What I Signed Up For
February 21, 2016, 4:15 p.m. Crate & Barrel, 777 Boylston St, Boston, Massachusetts. We are standing in front of a flatware display with an iPod scanner, bickering about the price of forks.
February 21, 2016, 4:15 p.m. Crate & Barrel, 777 Boylston St, Boston, Massachusetts. We are standing in front of a flatware display with an iPod scanner, bickering about the price of forks.
There’s beer in the fridge and it doesn’t say, “Kirkland Signature.” (No hate.) There’s bourbon in the liquor cabinet. There’s a liquor cabinet. There’s a cabinet. I’ve never lived in a cleaner place. I’ve never used more sturdy cutlery.
We like Tony C. because he was good, but we love him because he could have been great. We love him for his potential. We love him because we can imagine what he could have been. 100 home runs by twenty-two? He could have been the best player who ever lived.
I don’t know what it means to live a good life, or how I’m measuring it. I didn’t donate blood out of purely altruistic motivations—I’m a sucker for free snacks and affirmation. I have had a good life, an exciting life, and insofar as it depends on me, I’d like to keep that up. So something is enough for today.
For someone unfamiliar with competitive rowing, it looks like people rowing a boat down a river. For someone familiar with competitive rowing, I have to assume it also looks like people rowing a boat down a river.

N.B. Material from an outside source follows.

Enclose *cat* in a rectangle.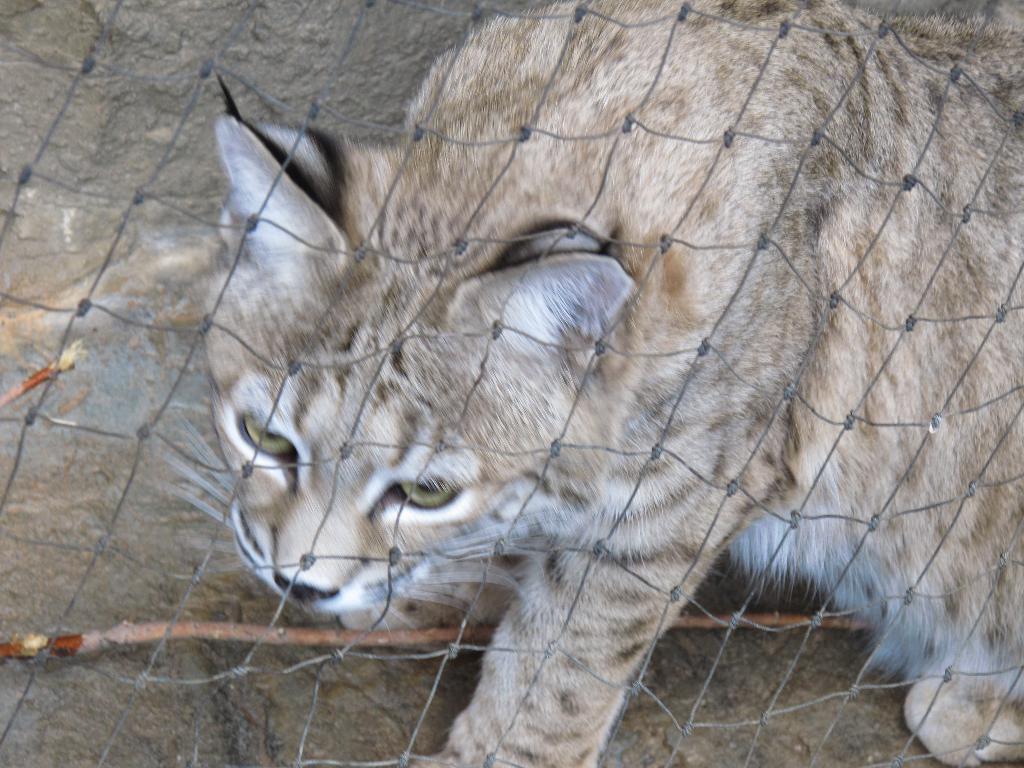
[145,0,1023,767].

And I’m thinking about how much I feel like Frankenstein’s monster, some days—pieced together, a compilation of chemicals without the animation that makes a life.
I had been living in Boston for about two months at the time, and it only took one week to realize that the gay-to-straight ratio here is exponentially larger than in Grand Rapids, Michigan.
I was ten and had three consuming desires in life: a yellow bedroom, an American Girl doll, and a dog. So I was devastated, but prepared to bargain.
When I moved to Boston, I had a dream about the church I would attend. I would get there by public transportation, because I like to believe that God is green.
The clever phrasings, the lilting harmonies, the bone-soaking sadness, the hard-earned joy—it fills me up with the subtle satisfaction of uncertainty.